Thinking you’ve been excluded counts as ‘hate crime’ says CPS

If a pupil believes they have been excluded from a friendship group because of their sexual orientation, it could be a ‘hate crime’ according to the Crown Prosecution Service (CPS).

The new guidance for schools was written by the CPS alongside LGBT activist groups Gendered Intelligence and Stonewall.

Other examples of potential “anti-LGBT+ hate crime or LGBT+ hate incidents” it puts forward include “rejecting someone” and “not wanting to work with them”.

Perception

The CPS defines hate crime as: “Any criminal offence which is perceived by the victim or any other person, to be motivated by a hostility or prejudice based on a person’s race or perceived race; religion or perceived religion; sexual orientation or perceived sexual orientation; disability or perceived disability and any crime motivated by a hostility or prejudice against a person who is transgender or perceived to be transgender.”

The document states that the CPS regards homophobic and transphobic hate crimes as “particularly serious”.
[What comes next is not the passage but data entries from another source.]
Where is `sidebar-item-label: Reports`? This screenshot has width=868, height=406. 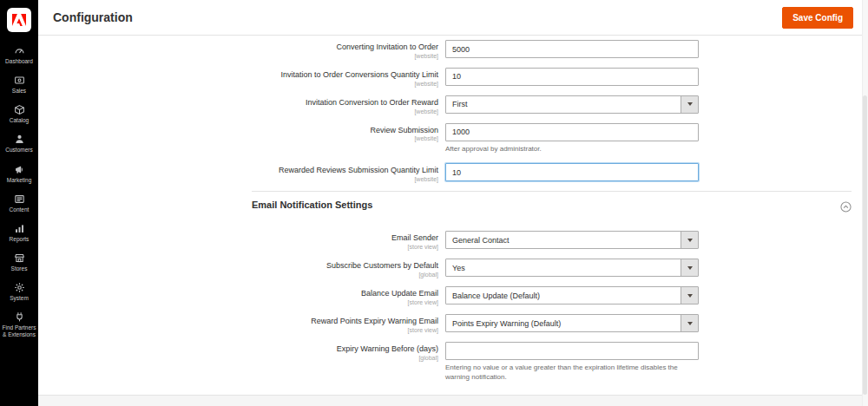 sidebar-item-label: Reports is located at coordinates (19, 239).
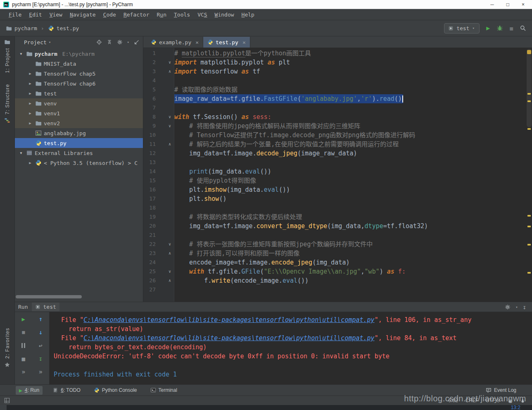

The new guidance also tells schools they could face legal action if they refuse to allow a male pupil access to female changing rooms.

Chris Long, the CPS national lead on hate crime, said the guidance would “educate” children and young people and support victims in reporting ‘transphobic abuse’.

’Hierarchy of hate’

Parent group Transgender Trend disagreed.

It said: “The updated CPS Hate Crime guidance for schools establishes a hierarchy of hate and creates a school culture where any child may be criminalised if their speech or behaviour is perceived by another pupil as hate.”

Its founder Stephanie Davies-Arai also criticised the document for suggesting “that single sex spaces are unlawful”.

’Alarming’

Sarah Phillimore, a barrister who specialises in public law and child protection, described the guidance as “extremely alarming”.

She added that a “clear incentive” is being set to “encourage students to report one another’s behaviour or for a teacher to feel under pressure to refer it on to the police”.

It is the second time in recent months the CPS has caused controversy over its LGBT guidance.

Last year it told prosecutors to “address trans victims, witnesses and defendants according to their affirmed gender and name” and to use that gender and related pronouns “in all documentation and in the courtroom.”